While discourse markers have been examined in some detail, little is known about their usage by non-native speakers. This book provides valuable insights into the functions of four discourse markers (so, well, you know and like) in native and non-native English discourse, adding to both discourse marker literature and to studies in the pragmatics of learner language. It presents a thorough analysis on the basis of a substantial parallel corpus of spoken language. In this corpus, American students who are native speakers of English and German non-native speakers of English retell and discuss a silent movie. Each of the main chapters of the book is dedicated to one discourse marker, giving a detailed analysis of the functions this discourse marker fulfills in the corpus and a quantitative comparison between the two speaker groups. The book also develops a two-level model of discourse marker functions comprising a textual and an interactional level.
This article examines time recording and time practices in Kenmu nitchū gyōji, a medieval document describing daily and monthly routine at the court of Emperor Go-Daigo in the beginning of the fourteenth century. By probing into the text’s chronographic and chronopolitical features, it is shown that Kenmu nitchū gyōji is strongly concerned with temporality, providing an ideal in which court regularities are meant to repeat identically according to a minutely regulated sequential progression. These peculiar temporal characteristics exhibit the text’s political function: by way of a chronological and at the same time cyclical structure, the image of a divine order is provided, thus legitimizing imperial rule.

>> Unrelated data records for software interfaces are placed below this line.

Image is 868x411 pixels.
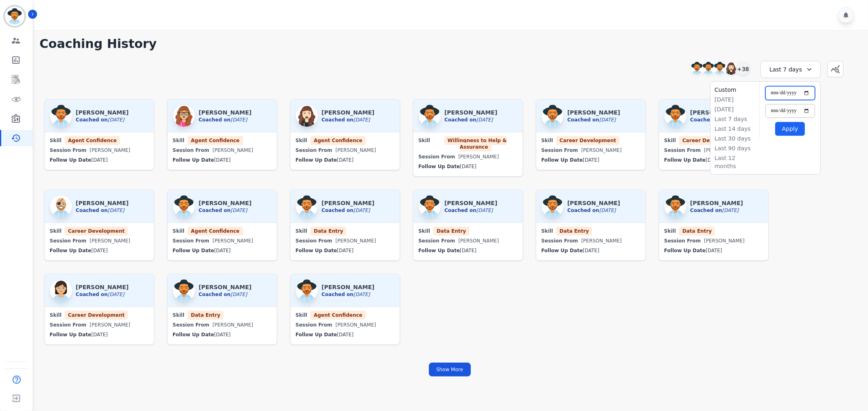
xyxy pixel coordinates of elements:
div: [PERSON_NAME] [90,144,130,157]
img: manager [296,104,318,127]
div: Coached on [76,207,129,214]
div: Coached on [198,116,251,123]
span: Data Entry [556,227,592,235]
a: manager [PERSON_NAME] Coached on[DATE] SkillCareer Development Session From[PERSON_NAME] Follow U... [659,99,768,177]
li: [DATE] [714,105,755,113]
div: Session From [173,318,272,332]
div: Coached on [321,291,374,298]
div: Follow Up Date [296,248,395,254]
img: manager [418,195,441,218]
span: [DATE] [91,157,108,163]
div: Skill [296,138,395,144]
span: Career Development [64,311,127,320]
div: Follow Up Date [418,163,518,170]
div: Session From [664,235,763,248]
div: Session From [50,235,149,248]
div: [PERSON_NAME] [90,235,130,248]
div: Skill [50,312,149,318]
a: manager [PERSON_NAME] Coached on[DATE] SkillCareer Development Session From[PERSON_NAME] Follow U... [536,99,646,177]
div: Follow Up Date [50,248,149,254]
img: manager [541,195,564,218]
div: [PERSON_NAME] [335,318,376,332]
span: [DATE] [599,208,616,214]
div: [PERSON_NAME] [321,109,374,116]
span: [DATE] [108,292,124,297]
span: Data Entry [310,227,346,235]
div: [PERSON_NAME] [76,283,129,291]
div: Session From [418,151,518,163]
div: Session From [541,144,640,157]
div: [PERSON_NAME] [76,109,129,116]
span: Agent Confidence [310,311,365,320]
div: Session From [541,235,640,248]
a: manager [PERSON_NAME] Coached on[DATE] SkillWillingness to Help & Assurance Session From[PERSON_N... [413,99,523,177]
a: manager [PERSON_NAME] Coached on[DATE] SkillAgent Confidence Session From[PERSON_NAME] Follow Up ... [290,274,400,345]
div: Session From [50,144,149,157]
img: manager [664,195,686,218]
div: Follow Up Date [664,157,763,163]
div: Skill [50,138,149,144]
span: [DATE] [583,157,599,163]
div: Skill [173,312,272,318]
span: [DATE] [476,117,493,123]
div: Follow Up Date [296,157,395,163]
div: [PERSON_NAME] [444,109,497,116]
div: Coached on [198,291,251,298]
div: [PERSON_NAME] [212,144,253,157]
span: Agent Confidence [187,136,243,145]
div: Session From [50,318,149,332]
div: Follow Up Date [541,248,640,254]
a: manager [PERSON_NAME] Coached on[DATE] SkillAgent Confidence Session From[PERSON_NAME] Follow Up ... [44,99,154,177]
div: [PERSON_NAME] [335,235,376,248]
span: [DATE] [705,157,722,163]
span: [DATE] [354,208,370,214]
span: [DATE] [460,164,476,169]
span: Data Entry [679,227,715,235]
img: manager [296,279,318,302]
span: [DATE] [231,117,247,123]
img: manager [541,104,564,127]
div: [PERSON_NAME] [690,199,743,207]
div: Follow Up Date [173,332,272,338]
div: Skill [664,228,763,235]
a: manager [PERSON_NAME] Coached on[DATE] SkillData Entry Session From[PERSON_NAME] Follow Up Date[D... [659,190,768,261]
div: Coached on [567,116,620,123]
span: [DATE] [476,208,493,214]
div: [PERSON_NAME] [76,199,129,207]
div: [PERSON_NAME] [212,318,253,332]
div: [PERSON_NAME] [321,283,374,291]
div: [PERSON_NAME] [567,199,620,207]
img: manager [296,195,318,218]
div: Skill [418,138,518,151]
div: [PERSON_NAME] [90,318,130,332]
div: Session From [173,144,272,157]
a: manager [PERSON_NAME] Coached on[DATE] SkillData Entry Session From[PERSON_NAME] Follow Up Date[D... [290,190,400,261]
h1: Coaching History [39,37,860,51]
div: Coached on [321,116,374,123]
div: Last 7 days [760,61,820,78]
span: [DATE] [599,117,616,123]
img: manager [664,104,686,127]
div: Coached on [76,291,129,298]
span: Career Development [556,136,619,145]
a: manager [PERSON_NAME] Coached on[DATE] SkillAgent Confidence Session From[PERSON_NAME] Follow Up ... [167,99,277,177]
span: Career Development [679,136,742,145]
img: manager [173,195,195,218]
div: [PERSON_NAME] [198,199,251,207]
li: Last 12 months [714,154,755,170]
div: Follow Up Date [296,332,395,338]
button: Apply [775,122,805,136]
span: Career Development [64,227,127,235]
a: manager [PERSON_NAME] Coached on[DATE] SkillAgent Confidence Session From[PERSON_NAME] Follow Up ... [290,99,400,177]
div: Coached on [76,116,129,123]
div: Session From [296,318,395,332]
div: Follow Up Date [50,157,149,163]
li: [DATE] [714,95,755,104]
div: Coached on [690,207,743,214]
span: [DATE] [91,332,108,338]
div: Session From [296,144,395,157]
div: [PERSON_NAME] [581,144,621,157]
span: [DATE] [337,332,354,338]
li: Custom [714,86,755,94]
span: [DATE] [722,208,739,214]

This forum unites the articles of six scholars whose different, but complementary, approaches shed light on some key themes of the environmental history of toxicity. One recurrent line of questioning asks who is to blame for the steady increase in poisons in the global environment over the past century. While Marco Armiero identifies capitalism as the main driving force, Michelle Mart and Iris Borowy see more deep-seated social and psychological dynamics at work. Simone Müller and Justine Philip take a middle position, while Janelle Lamoreaux does not regard the economic context as particularly relevant at all, pointing instead to the gendered way in which toxicants have been perceived and experienced.
In a second, related thread running through the articles, the authors debate how to balance notions of victimization and agency. One approach focuses on the exposure to toxicants suffered by marginalized social groups and nonhuman actors, who are forced to shoulder a disproportionate toxic burden. Another approach highlights the degree to which the release of poisons has not only been an unintended by-product of various activities but also a tool, deliberately used to achieve multiple purposes.
Several authors present specific concepts that they have developed as a way to frame various aspects of these discussions, including “wasteocene” (Armiero), the “toxic commons” (Müller), and the “fateful triangle of health” (Borowy). All contributors address the environmental history of toxicants not only as academics but also as participants of a toxin-filled world, both subjects and objects of the developments they analyze.